Reading Is Fundamental. Or Is It?

Ever since the NEA released a report bemoaning the decline of literature’s place in American life, defenders of the canon have leaped to reestablish reading as an essential part of life. And who could argue with that? Well, Mark Edmundson isn’t arguing, exactly, but he does have a few quibbles with the approach: “Reading, you hear, is necessary to maintain democracy. It can produce informed citizens. Right, but couldn’t public radio do the same thing? We hear that reading conveys knowledge; it delivers the bounty of the past to the present. Again, good, but in terms of pure rote knowledge, couldn’t film and verbal delivery work nearly as well?”

The Real Manchurian Conspiracy?

In the original version of The Manchurian Candidate, soldiers were turned into cold-blooded assassins by “a diabolical method of mind control based on memory’s emotional power.” The brainwashing technique seemed suspiciously familiar to a lot of actors, says Lee Siegel, because it was, in fact, nearly identical to the school known as Method acting, which was developed by “left-wing, socially adversarial” Russians. Hmmmm…

Who Needs Cocktail Parties When You Can Stage An Opera?

“In Britain, these days, opera in the garden is all the rage. If you own a country house with grounds, you turn everything upside down in July and August to stage a home-grown Götterdämmerung (or for the fainter-hearted, Barber of Seville). And patrons, ideally in evening dress, picnic grandly on your lawns during intermissions… The phenomenon feeds on fantasy… the proprietors imagine they’ve traveled back in time, as 18th-century princelings with private courts and orchestras at their disposal, while they reinvent the Arcadian dream. Not that they readily admit it.”

A Museum Everyone Can Hate Together

In the Middle East, a building is never just a building, just as a national boundary is never just a boundary and a religious shrine is never just a tourist attraction. Frank Gehry is finding this out the hard way, as his design for the new Simon Wiesenthal Museum of Tolerance draws withering fire from both Israelis – who have called the design “so hallucinatory, so irrelevant, so foreign, so megalomaniac” – and Palestinians, who accuse Gehry of designing a building that calls to mind the Israeli destruction of Yasir Arafat’s headquarters in Ramallah. What everyone seems to be saying underneath the rhetoric, however, is that the museum is just too American.

Stuck in Development

The critics are nearly unanimous: Fox’s Arrested Development is the best thing to happen to sitcoms since The Simpsons, and the show is so well-written, well-acted, and refreshing that it could revitalize the entire genre. Now, if only someone other than the critics would watch it.

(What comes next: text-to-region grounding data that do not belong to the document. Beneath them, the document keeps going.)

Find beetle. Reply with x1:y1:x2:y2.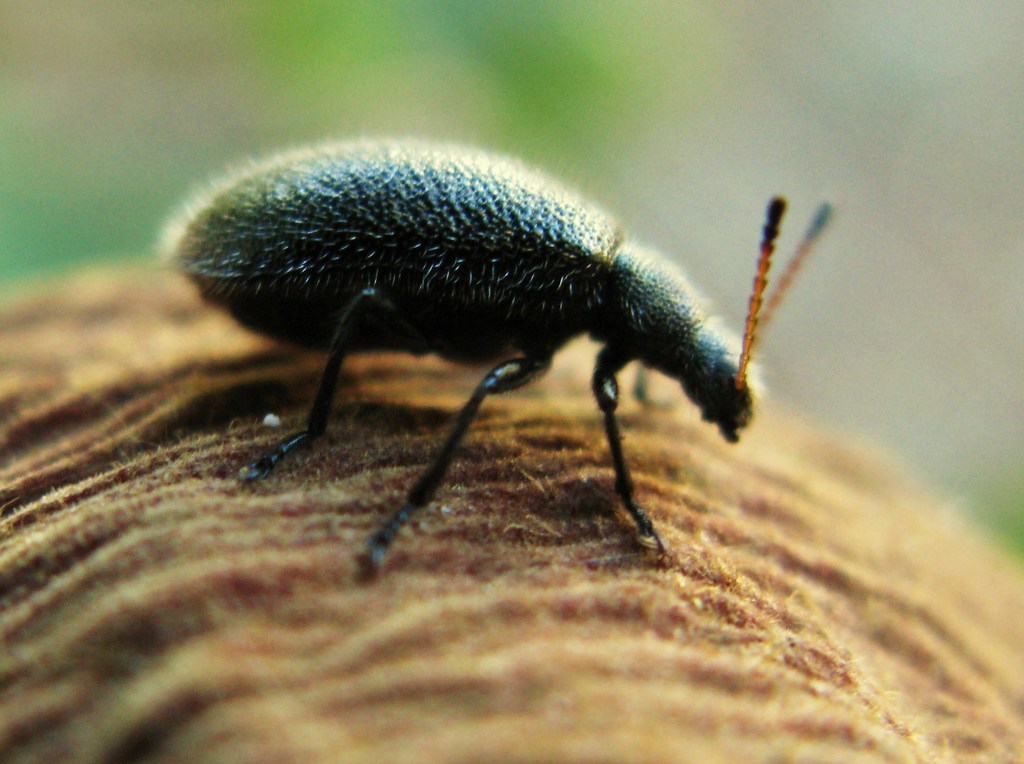
171:134:828:582.
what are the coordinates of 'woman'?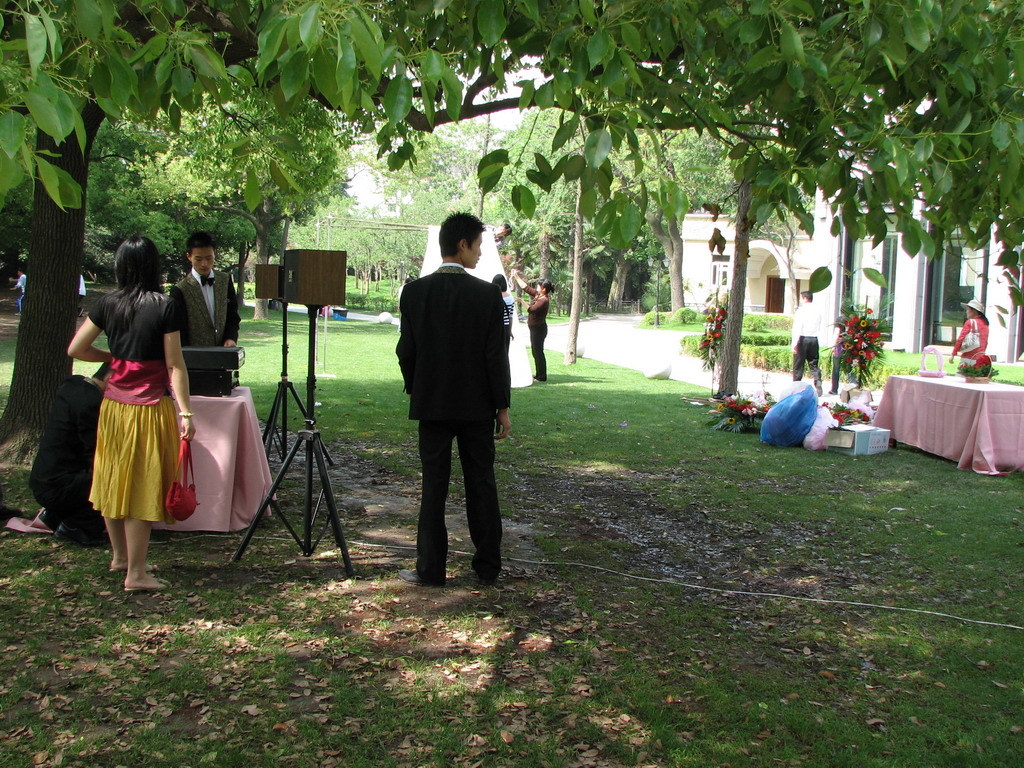
[x1=489, y1=273, x2=514, y2=353].
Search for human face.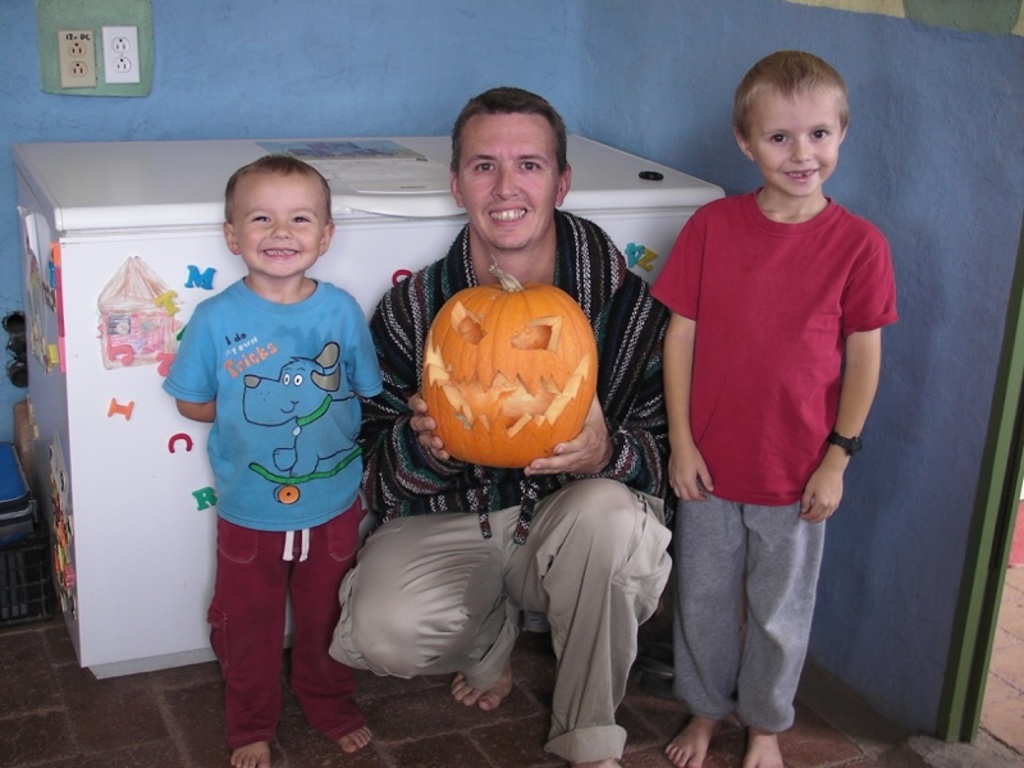
Found at (left=462, top=118, right=557, bottom=248).
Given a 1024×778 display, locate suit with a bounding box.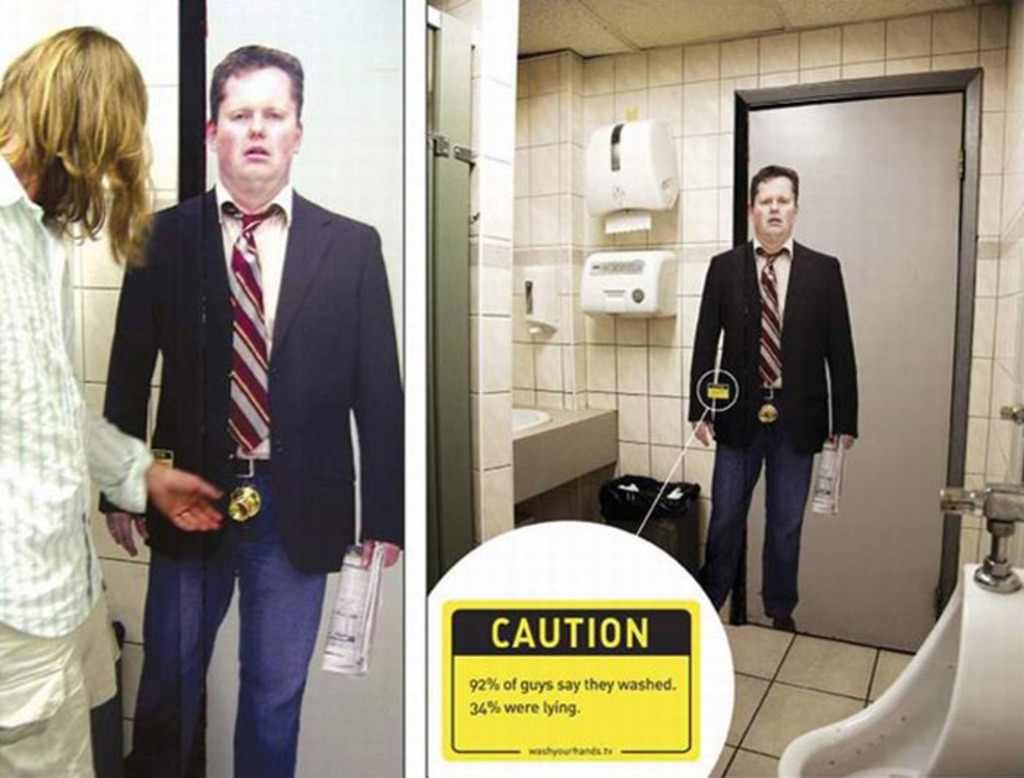
Located: [left=695, top=159, right=873, bottom=638].
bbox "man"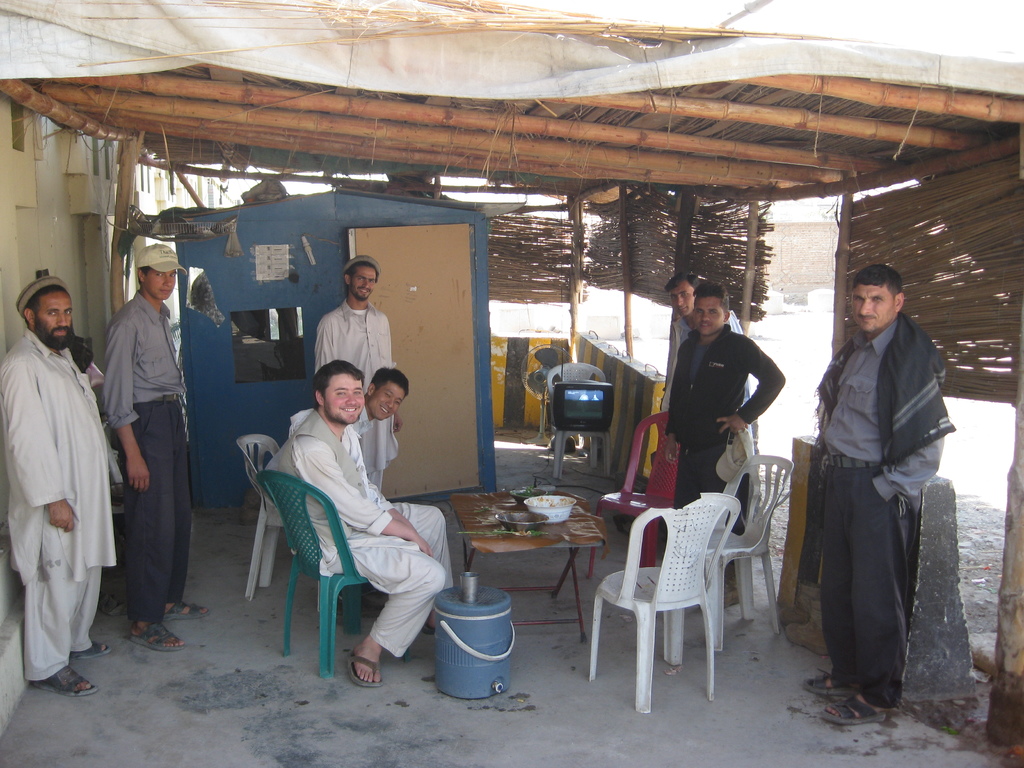
<bbox>289, 358, 454, 687</bbox>
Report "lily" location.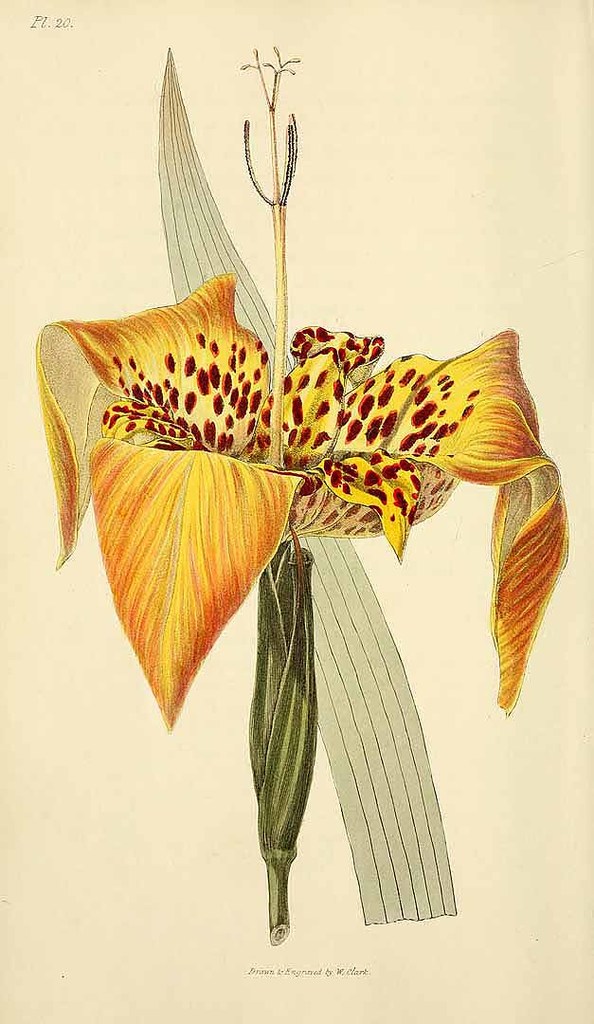
Report: [30, 45, 567, 735].
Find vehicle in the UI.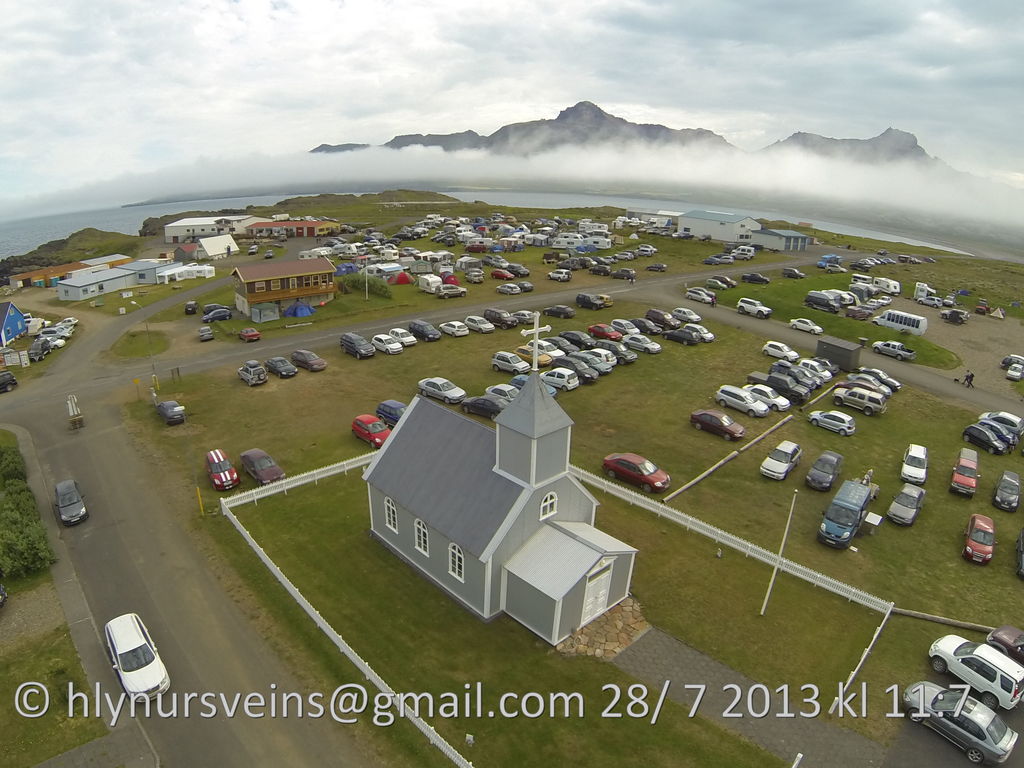
UI element at {"left": 102, "top": 606, "right": 171, "bottom": 708}.
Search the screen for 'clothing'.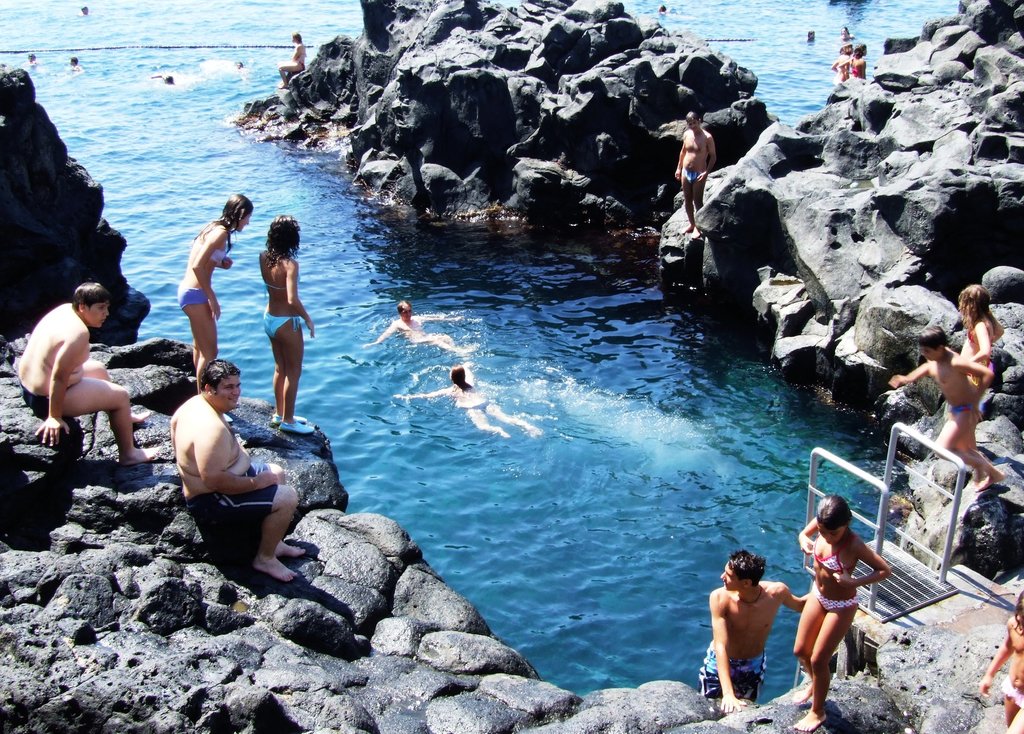
Found at <region>172, 286, 205, 316</region>.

A New Progressive Book Club

“The 75,000-member Conservative Book Club, founded in 1964, is responsible in the past couple of years for a dozen bestsellers. Thanks to the CBC’s success, earlier this year media giants Bertelsmann Inc. and AOL Time Warner launched a right-wing book club of their own, American Compass. Yet despite the popularity of recent books by lefties like Michael Moore, Al Franken, and Tom Frank, there hasn’t been a book club for progressives.” Until now…

Museums’ Who-Knows Problem

“Museums don’t like to call attention to it, but many of the ancient artifacts in their collections are what curators delicately call ‘unprovenanced’ — that is, they don’t know where the pieces came from because they were removed from their original “find-spot” unscientifically, at best, or illegally, at worst. It’s not a new problem.”

Did Axelrod Sell NJ Symphony Fakes?

Five of the 30 rare violins sold by Herbert Axelrod last year to the New Jersey Symphony might not be what he purported them to be, suggests an investigation. “They are old instruments, certainly, dating at least to the 19th century. But, the experts say, it is likely they were crafted by someone other than the famed violin-makers to whom they are attributed. In short, the experts say, they are probably fakes, worth a fraction of their appraised value.”

Washington Opera’s Tough Season

The Washington National Opera finished its season with a $2 million surplus. But it was a tough season for patrons. The company spent the first half of the season in temporaryt quarters at Constitution Hall While the Opera House at the Kennedy Center was undergoign renovation. “Opera patrons, who paid up to $285 a seat, said parking was murder, the bathrooms were remote, and some sections of the hall were a sweat box. The longer the opera stayed in Constitution Hall, the more operagoers stayed home.”

Dressing Up The Concert Companion

With several orchestras seemingly ready to sign on to use the Concert Companion handheld device, interest seems to be building. “The newer devices have more features: They show video from the stage with up-close images of the conductor’s and musicians’ faces, and they contain program notes like those traditionally included in the concert playbill.”